I am shocked-- SHOCKED!-- to find that cheating is going on here!
So apparently, to make sure we don't get shocked, let's just NOT LOOK.
One case accuses a teacher of filling in bubble sheets of her students who should have been taking state exams. Another says administrators called pupils into the office so they could have a second chance at questions they missed.
All told, more than 100 reports of standardized testing irregularities, including cheating, poured into the Missouri Department of Elementary and Secondary Education in 2010 and 2011, according to documentation obtained by the St. Louis Post-Dispatch.
Thirty-two of those were from the St. Louis area.
And yet, the Missouri education department does nothing on its own to seek out cases of test fraud, despite the availability of effective statistical tools that could weed out potential abuses. Of the $8.4 million the state spends to administer the Missouri Assessment Program, nothing is spent on test fraud detection services.
Failure to invest in the integrity of Missouri's test scores has continued even as schools face rising pressure — and in some cases, incentives — to improve under the federal No Child Left Behind Act. And it has continued in the face of test cheating scandals across the nation — from Atlanta to Washington to Philadelphia to Los Angeles.
Critics suggest it's simply easier for states to look the other way. "If you don't look, you don't find," said Bob Schaeffer, public education director for FairTest: National Center for Fair & Open Testing. "You are void of embarrassment by not asking tough questions."
Missouri education officials rely on a system of self-reporting that assumes teachers and administrators will come to the state when they know of possible abuse. Under this approach, even when allegations of testing irregularities are reported — as they were 41 times in 2011 — the state and school districts rarely engage in the kind of rigorous statistical review many say is needed.
The state has also dismantled a program due to funding reductions that had sent inspectors randomly into schools to ensure tests are administered properly.
State education officials say looking for red flags would add thousands of dollars to the testing contract at a time when the state has cut department funding. "There is a cost to that," said Sharon Hoge, an assistant commissioner at the Missouri Department of Elementary and Secondary Education. "We have tried to rely on self reports in our districts in Missouri. I'm not telling you that means there are not things possibly that are going on that we don't know about."
Read the whole thing. It's fascinating.
I think our state legislators need to realize there's a cost to not checking on reports of cheating. And that is that... excuse me if this is obvious... schools and principals and teachers and students will cheat because there is so much riding on the outcome of these tests.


What you have to do =>
For the records below, report how many lines include the string "road", leaving out everything except the number.

Material to process =>
######

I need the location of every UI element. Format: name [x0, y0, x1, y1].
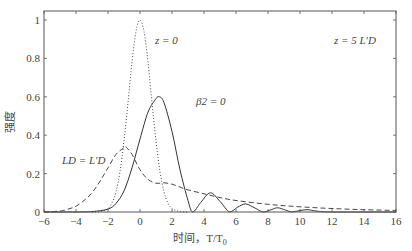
y-tick-label: 0.8	[26, 52, 40, 64]
y-tick-label: 1	[35, 14, 41, 26]
x-tick-label: 12	[327, 215, 338, 227]
y-tick-label: 0.2	[26, 168, 40, 180]
series-line-dotted	[92, 20, 188, 212]
y-tick-label: 0	[35, 206, 41, 218]
annotation-label: LD = L'D	[61, 154, 105, 166]
x-tick-label: 14	[359, 215, 371, 227]
line-chart: −6−4−20246810121416 00.20.40.60.81 z = 0…	[0, 0, 412, 251]
y-tick-label: 0.4	[26, 129, 40, 141]
x-tick-label: 16	[391, 215, 403, 227]
y-tick-label: 0.6	[26, 91, 40, 103]
x-tick-label: 0	[137, 215, 143, 227]
x-axis-label: 时间，T/T0	[173, 232, 227, 247]
annotation-label: z = 5 L'D	[333, 34, 376, 46]
x-axis-label-main: 时间，T/T	[173, 232, 223, 244]
y-axis-label: 强度	[3, 111, 16, 133]
annotations: z = 0z = 5 L'Dβ2 = 0LD = L'D	[61, 34, 376, 166]
x-tick-label: −2	[102, 215, 114, 227]
x-tick-label: 2	[169, 215, 175, 227]
x-tick-label: 4	[201, 215, 207, 227]
annotation-label: β2 = 0	[195, 95, 226, 107]
x-axis-label-sub: 0	[223, 238, 227, 247]
x-tick-label: −4	[70, 215, 82, 227]
x-tick-label: 8	[265, 215, 271, 227]
x-tick-label: 10	[295, 215, 307, 227]
plot-area	[44, 20, 396, 212]
annotation-label: z = 0	[154, 34, 178, 46]
x-tick-label: 6	[233, 215, 239, 227]
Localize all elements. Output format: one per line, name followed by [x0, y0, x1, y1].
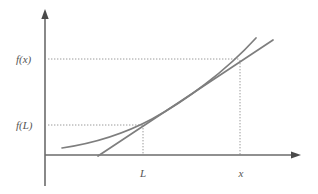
- label-x-axis-x: x: [238, 167, 244, 179]
- x-axis-arrowhead-icon: [291, 151, 301, 158]
- label-x-axis-l: L: [139, 167, 146, 179]
- label-f-of-x: f(x): [16, 53, 32, 66]
- figure-container: f(x) f(L) L x: [0, 0, 318, 194]
- y-axis-arrowhead-icon: [41, 9, 48, 19]
- function-curve: [62, 38, 256, 148]
- label-f-of-l: f(L): [16, 119, 33, 132]
- math-diagram-svg: f(x) f(L) L x: [0, 0, 318, 194]
- chord-line: [98, 40, 273, 156]
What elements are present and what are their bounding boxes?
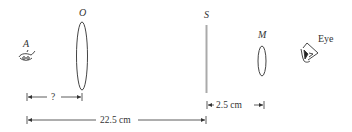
eye-icon [301, 43, 318, 62]
screen-label: S [204, 9, 209, 20]
total-distance-label: 22.5 cm [100, 115, 131, 125]
optics-diagram: A O S M Eye ? 2.5 cm [0, 0, 352, 132]
lamp-icon [19, 50, 35, 60]
eye-label: Eye [318, 33, 334, 44]
objective-label: O [79, 7, 86, 18]
screen-eyepiece-label: 2.5 cm [216, 100, 242, 110]
eyepiece-label: M [257, 29, 267, 40]
eyepiece-lens [258, 46, 266, 76]
source-label: A [22, 38, 30, 49]
objective-lens [77, 22, 88, 90]
unknown-distance-label: ? [51, 92, 55, 102]
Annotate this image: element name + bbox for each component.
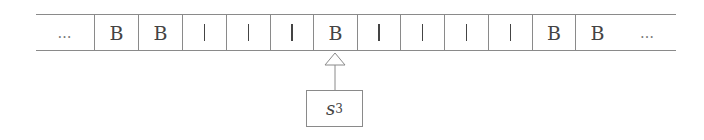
state-box: s3 <box>306 90 363 127</box>
state-label: s <box>326 98 335 119</box>
state-subscript: 3 <box>335 102 343 116</box>
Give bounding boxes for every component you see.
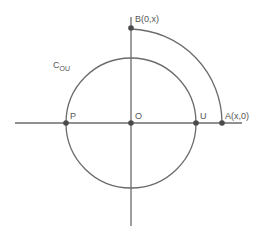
point-a: [219, 120, 225, 126]
point-o: [128, 120, 134, 126]
label-b: B(0,x): [135, 14, 159, 24]
label-o: O: [135, 111, 142, 121]
label-circle-c-sub: OU: [60, 65, 71, 72]
label-circle-c: COU: [53, 60, 70, 72]
label-p: P: [70, 111, 76, 121]
label-a: A(x,0): [225, 111, 249, 121]
point-p: [63, 120, 69, 126]
point-b: [128, 25, 134, 31]
diagram-canvas: B(0,x) COU P O U A(x,0): [0, 0, 268, 240]
point-u: [193, 120, 199, 126]
label-u: U: [200, 111, 207, 121]
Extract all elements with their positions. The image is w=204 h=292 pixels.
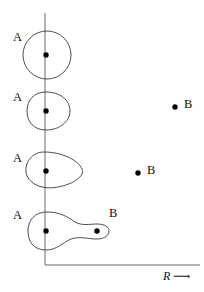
dot-a-row1: [43, 52, 48, 57]
label-b-free-upper: B: [184, 98, 192, 111]
label-a-row2: A: [13, 91, 22, 104]
axis-label-r: R: [163, 270, 170, 282]
row-1-shape-group: [23, 31, 71, 79]
dot-b-free-lower: [135, 170, 140, 175]
row-2-shape-group: [27, 92, 70, 130]
label-a-row4: A: [13, 209, 22, 222]
diagram-figure: A A A A B B B R ⟶: [0, 0, 204, 292]
dot-a-row3: [43, 168, 48, 173]
row-3-shape-group: [26, 152, 83, 188]
label-a-row3: A: [13, 152, 22, 165]
axis-arrow-icon: ⟶: [173, 270, 189, 282]
dot-a-row4: [43, 228, 48, 233]
label-b-row4: B: [109, 207, 117, 220]
label-b-free-lower: B: [147, 164, 155, 177]
label-a-row1: A: [13, 31, 22, 44]
contour-teardrop-row3: [26, 152, 83, 188]
diagram-canvas: [0, 0, 204, 292]
free-points-group: [135, 104, 177, 175]
dot-a-row2: [43, 108, 48, 113]
dot-b-free-upper: [172, 104, 177, 109]
dot-b-row4: [94, 228, 99, 233]
row-4-shape-group: [28, 212, 109, 250]
axes-group: [45, 13, 200, 265]
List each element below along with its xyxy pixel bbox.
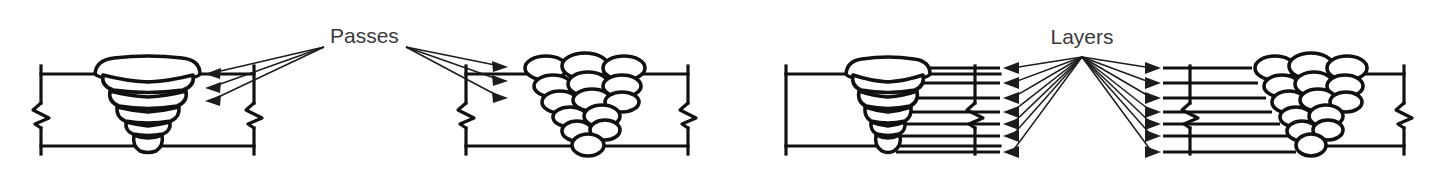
welding-cross-section-figure: Passes Layers <box>0 0 1447 176</box>
welding-diagram-root: Passes Layers <box>0 0 1447 176</box>
callout-label-passes: Passes <box>330 24 399 47</box>
callout-label-layers: Layers <box>1050 25 1113 48</box>
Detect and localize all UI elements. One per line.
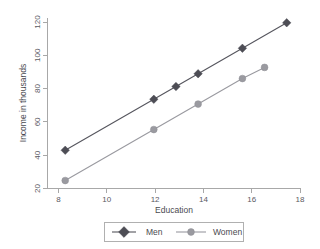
y-tick-label: 20 — [33, 184, 42, 193]
x-tick-label: 16 — [247, 195, 256, 204]
y-tick-label: 80 — [33, 84, 42, 93]
x-axis-ticks — [59, 189, 301, 194]
chart-legend: Men Women — [105, 223, 244, 242]
legend-women-label: Women — [213, 227, 242, 237]
data-point — [62, 177, 69, 184]
y-tick-label: 100 — [33, 48, 42, 62]
legend-women-marker — [188, 229, 195, 236]
x-tick-label: 8 — [56, 195, 61, 204]
x-tick-label: 12 — [151, 195, 160, 204]
y-axis-tick-labels: 20 40 60 80 100 120 — [33, 15, 42, 193]
y-axis-title: Income in thousands — [18, 64, 28, 142]
chart-figure: 20 40 60 80 100 120 Income in thousands … — [0, 0, 320, 249]
plot-area-background — [47, 18, 301, 188]
data-point — [150, 126, 157, 133]
y-tick-label: 60 — [33, 117, 42, 126]
x-tick-label: 14 — [199, 195, 208, 204]
y-tick-label: 40 — [33, 150, 42, 159]
y-tick-label: 120 — [33, 15, 42, 29]
data-point — [239, 75, 246, 82]
x-axis-tick-labels: 8 10 12 14 16 18 — [56, 195, 305, 204]
x-tick-label: 18 — [296, 195, 305, 204]
x-axis-title: Education — [155, 205, 193, 215]
y-axis-ticks — [43, 22, 48, 189]
legend-men-label: Men — [146, 227, 163, 237]
data-point — [195, 101, 202, 108]
chart-svg: 20 40 60 80 100 120 Income in thousands … — [0, 0, 320, 249]
x-tick-label: 10 — [102, 195, 111, 204]
data-point — [261, 64, 268, 71]
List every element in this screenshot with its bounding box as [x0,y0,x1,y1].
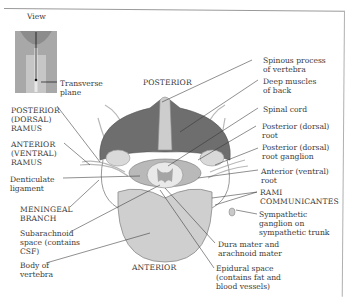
label-denticulate-ligament: Denticulate ligament [10,175,55,193]
label-posterior-ramus: POSTERIOR (DORSAL) RAMUS [11,106,60,133]
label-posterior-root: Posterior (dorsal) root [262,122,329,140]
label-dura-arachnoid: Dura mater and arachnoid mater [218,240,282,258]
label-anterior-ramus: ANTERIOR (VENTRAL) RAMUS [11,140,57,167]
view-label: View [27,12,46,21]
label-spinous-process: Spinous process of vertebra [263,56,326,74]
inset-neck-image [15,31,57,93]
label-subarachnoid-space: Subarachnoid space (contains CSF) [20,229,80,256]
label-deep-muscles: Deep muscles of back [263,77,316,95]
anterior-orientation-label: ANTERIOR [132,263,176,272]
transverse-plane-label: Transverse plane [60,79,103,97]
label-rami-communicantes: RAMI COMMUNICANTES [260,188,339,206]
label-anterior-root: Anterior (ventral) root [261,167,329,185]
spinous-process-shape [158,97,172,150]
label-sympathetic-ganglion: Sympathetic ganglion on sympathetic trun… [259,210,329,237]
posterior-orientation-label: POSTERIOR [143,78,192,87]
vertebral-body [118,189,212,262]
label-posterior-root-ganglion: Posterior (dorsal) root ganglion [262,143,329,161]
label-epidural-space: Epidural space (contains fat and blood v… [216,264,281,291]
label-meningeal-branch: MENINGEAL BRANCH [20,205,73,223]
label-body-of-vertebra: Body of vertebra [20,261,53,279]
label-spinal-cord: Spinal cord [263,105,307,114]
sympathetic-ganglion-shape [229,208,235,216]
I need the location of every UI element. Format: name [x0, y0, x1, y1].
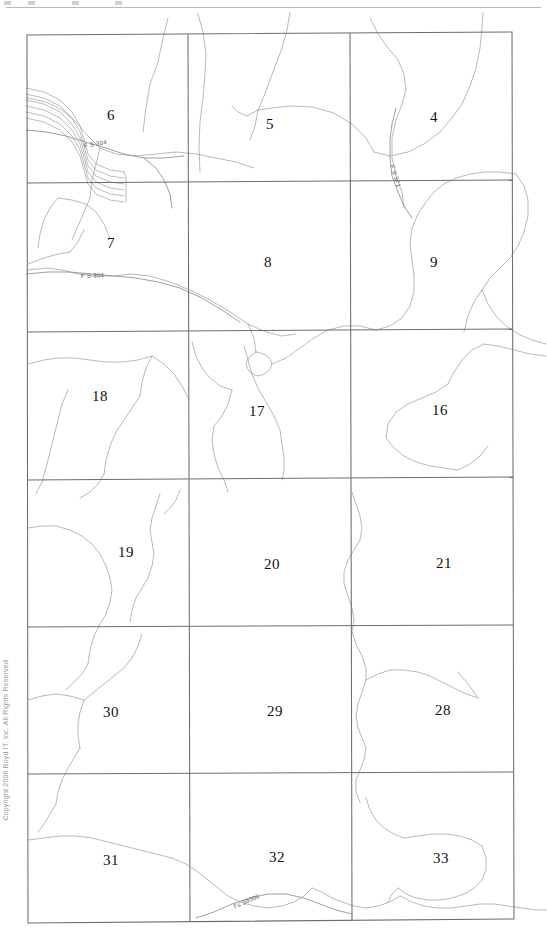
copyright-notice: Copyright 2006 Boyd IT, Inc. All Rights … [2, 660, 9, 821]
map-canvas[interactable]: 6 5 4 7 8 9 18 17 16 19 20 21 30 29 28 3… [0, 12, 547, 932]
section-label-33: 33 [433, 851, 449, 866]
section-label-19: 19 [118, 545, 134, 560]
chrome-dot-icon [4, 1, 11, 5]
road-label-fs304-south: F S 304 [81, 272, 104, 279]
section-label-6: 6 [107, 108, 115, 123]
section-label-17: 17 [249, 404, 265, 419]
section-label-7: 7 [107, 236, 115, 251]
map-page: 6 5 4 7 8 9 18 17 16 19 20 21 30 29 28 3… [0, 0, 547, 944]
section-label-30: 30 [103, 705, 119, 720]
road-network [26, 108, 412, 918]
section-label-8: 8 [264, 255, 272, 270]
section-label-4: 4 [430, 110, 438, 125]
section-label-20: 20 [264, 557, 280, 572]
chrome-dot-icon [72, 1, 79, 5]
header-divider [6, 7, 541, 8]
section-label-9: 9 [430, 255, 438, 270]
map-vector-layer [0, 12, 547, 932]
switchback-contours [26, 88, 126, 202]
chrome-dot-icon [28, 1, 35, 5]
section-label-28: 28 [435, 703, 451, 718]
stream-network [28, 12, 546, 910]
chrome-dot-icon [115, 1, 122, 5]
section-label-29: 29 [267, 704, 283, 719]
section-label-16: 16 [432, 403, 448, 418]
section-label-32: 32 [269, 850, 285, 865]
section-label-18: 18 [92, 389, 108, 404]
window-chrome [0, 0, 547, 10]
section-label-5: 5 [266, 117, 274, 132]
section-label-31: 31 [103, 853, 119, 868]
section-label-21: 21 [436, 556, 452, 571]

######

Task answer =>
2